Judge: Dad must quit having kids or go to prison

? Father any more children in the next five years and you’ll risk going to prison, a judge told a convicted deadbeat dad on Friday.

Medina County Common Pleas Judge James L. Kimbler ruled that 30-year-old Sean E. Talty “must make reasonable efforts” to avoid conceiving any children during a five-year probation because he owes more than $43,000 in child-support payments in Medina, Summit and Butler counties.

Despite opposition from the American Civil Liberties Union, Kimbler issued the controversial order Friday morning as part of Talty’s sentence on two felony charges for non-support of dependents.

Court records say it’s “unclear as to the exact number of children” Talty has, but they put the figure at six or seven.
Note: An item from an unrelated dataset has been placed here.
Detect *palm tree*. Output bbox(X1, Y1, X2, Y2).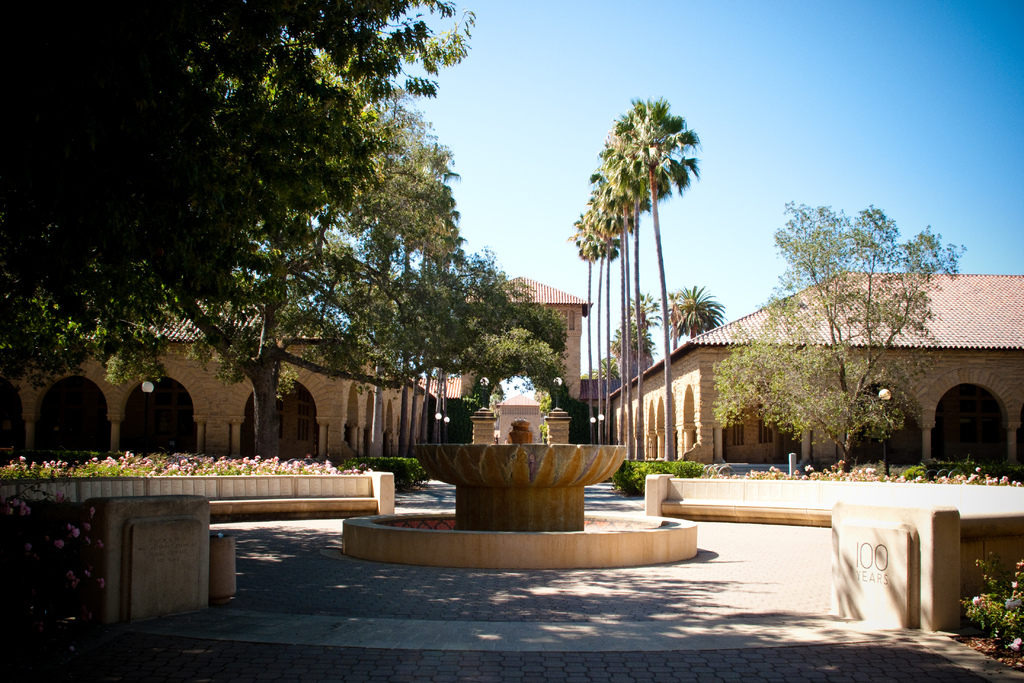
bbox(588, 173, 615, 433).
How Talty should avoid conceiving more kids, the judge said, is “up to him.”

“That is not for me to say,” Kimbler said.

‘Fundamentally unfair’

Neatly dressed in a royal blue shirt and tie, Talty made no statements in court and refused to answer questions from reporters as he stood with his lawyer outside the courtroom afterward.

Talty’s lawyer, Joseph F. Gorman of Akron, said he would appeal the decision to the 9th District Court of Appeals in Akron because it violates his client’s constitutional rights.

Gorman said Kimbler’s decision was “fundamentally unfair.”

“Everyone in this country has the freedom to have children if they want to have children, and I don’t believe a court can indicate that a certain individual is not allowed to do that,” Gorman said.

On July 26, before ruling on Talty’s sentence, Kimbler asked the ACLU and the Medina County prosecutor’s office for advice on whether he should send Talty to prison or put him on probation with the no-procreation order.

Lawyers for the ACLU, in a nine-page opinion, said such an order could not be issued under the U.S. Constitution because it “impinges” on an individual’s right to privacy, “including the right to procreate.”

Such an order is “an area of human liberty in which the state has no business interfering,” said the ACLU brief.

Before the courts

The prosecutor’s brief, written by assistant prosecutor James R. Bennett II, simply summarized various state and federal court decisions on whether a judge can issue a no-procreation order as part of a defendant’s probation. Two Ohio courts have ruled that such an order is “improper,” and in nearly 20 other state and federal court decisions on the issue, all but two have “prohibited” it, the brief stated.

The prosecutor’s brief noted that the U.S. Supreme Court is set to hear an appeal Sept. 30 of a Wisconsin Supreme Court decision upholding a no-procreation order as part of probation.

Kimbler said he considered both opinions but decided prison would not be a sensible option because it would mean that Talty could not work to support the children.

Kimbler said it’s known that Talty owes $28,044.79 for two children conceived during a marriage; $10,642.51 for another child; $4,750.75 for a Summit County child-support case; an unspecified amount of money for a Butler County child-support case, and perhaps more because he possibly has a child living in Dayton.

Talty also owes, according to Kimbler, about $6,000 as the result of a traffic accident.

Talty is employed with a window and siding company and makes about $400 gross per week, according to court documents.